Cards

Topps book from 1985 used for fake artifacts

When Topps arranged with Warner Books in 1985 to publish Topps Baseball Cards: A 35-Year History, it was a really neat addition for the hobby. It is a wonderful book of several hundred pages, exact number unknown, because there are no page numbers and no table of contents. Just little pictures of the fronts of all the regular-issue Topps baseball cards from 1951-85. I know I liked the idea so much that my wife bought it for me as soon as it came out, paying full retail, which I think was about $85, an extraordinary amount at the time. It is a component of this discussion that Warner Books printed enough of the coffee-table tomes so that the book would eventually wind up in the bargain bins, reaching, as I recall, all the way to $20 or so, and probably less than that in some places.
By Ben Sobieck
FEB 4, 2008

When Topps arranged with Warner Books in 1985 to publish Topps Baseball Cards: A 35-Year History, it was a really neat addition for the hobby. It is a wonderful book of several hundred pages, exact number unknown, because there are no page numbers and no table of contents. Just little pictures of the fronts of all the regular-issue Topps baseball cards from 1951-85.
I know I liked the idea so much that my wife bought it for me as soon as it came out, paying full retail, which I think was about $85, an extraordinary amount at the time. It is a component of this discussion that Warner Books printed enough of the coffee-table tomes so that the book would eventually wind up in the bargain bins, reaching, as I recall, all the way to $20 or so, and probably less than that in some places.

That’s hardly a reflection on the quality of the book, but merely an acknowledgement of the facts of life in the book-publishing biz. But the fact that it wound up at bargain prices was, no doubt, one of the major reasons that the various miscreants would soon descend upon the scene and begin performing their mischief.

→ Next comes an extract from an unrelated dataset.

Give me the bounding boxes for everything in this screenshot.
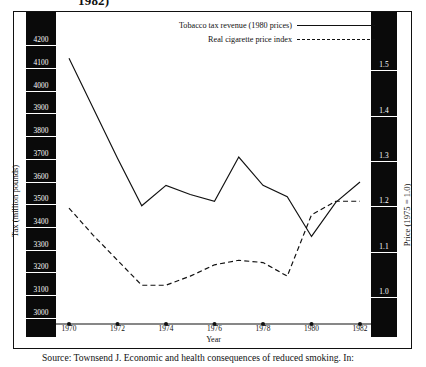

I mention all this because the other day I got an e-mail from a subscriber in New Mexico who had recently obtained five plastic rings that were “made for a child’s finger, that have on them very small representations of 1955 Topps cards, in this case: Dick Groat, Wally Moon, Al Rosen, Ed Lopat and Babe Herman (see photo at right).”

He said he had been unable to locate a reference source to learn anything about the items or an estimated value. He also noted that the rings came in their own plastic bubble cases, according to him suggesting they were available through some kind of vending machine.

Once I got a look at the five “cards” that he attached to the e-mail, it took a fraction of a second to note that they came from the aforementioned Topps book. Like so many reprints, there’s a discernible cast that just jumps out at you. I had to inform the guy of the bad news, something I’ve had to do from time to time in connection with these “cards” clipped out of the book.
The other one I remember was quite a few years ago, maybe even as far back as the late 1990s. A collector sent the actual cards in, which made it even easier to figure out what had happened. The book had been chopped up, and in this instance it was the 1960 Topps section, with the images pasted on to gray cardboard backs. The collector told me that the cards had turned up in an estate sale, which would have helped lend an air of authenticity to them, except for the minor sticking point that they weren’t authentic.

Honestly, I think it would be kinda cool to see a whole set of, let’s say, 1959 Topps in this mini fashion, but that also then places the onus on whoever created them to ensure that they don’t wind up in the hands of somebody who would try to pass them off as vintage originals.

The bad news is that if you wanted to make a whole mini 1959 set, you’d have to cut up two books, since the pages feature cards back-to-back.

* * * * *

It’s been pretty gloomy around these parts, what with that icky NFC Championship Game on Jan. 20 coming in the middle of a cold snap that makes me long for some global warming, or at least local warming.

Once the disappointment of the Packers’ defeat started to ebb a little bit, I started thinking about finding someone or something to blame for the whole debacle, and fairly quickly came up with Sports Illustrated magazine.

The infamous “Sports Illustrated Jinx” struck again, and this time it was a double whammy, since the Big Guy, Brett Favre, wound up gracing their cover twice in the range of about two months. The first one was for the “Sportsman of the Year” designation; the second was that neat image of his pitching in the snow against Seattle.

I’m not bitter, but if appearing on the cover is enough to send somebody to the showers, what happens when it’s twice in such a short span?

And just for the record, I fully understand that attaching a significance to something like that is yet another example of “selective perception” that human beings employ as a means of trying to make sense of a confusing and often forbidding universe. Essentially, we remember those things that support our underlying hypothesis – in this case a Sports Illustrated “jinx” – and simply ignore all of the other instances when they don’t.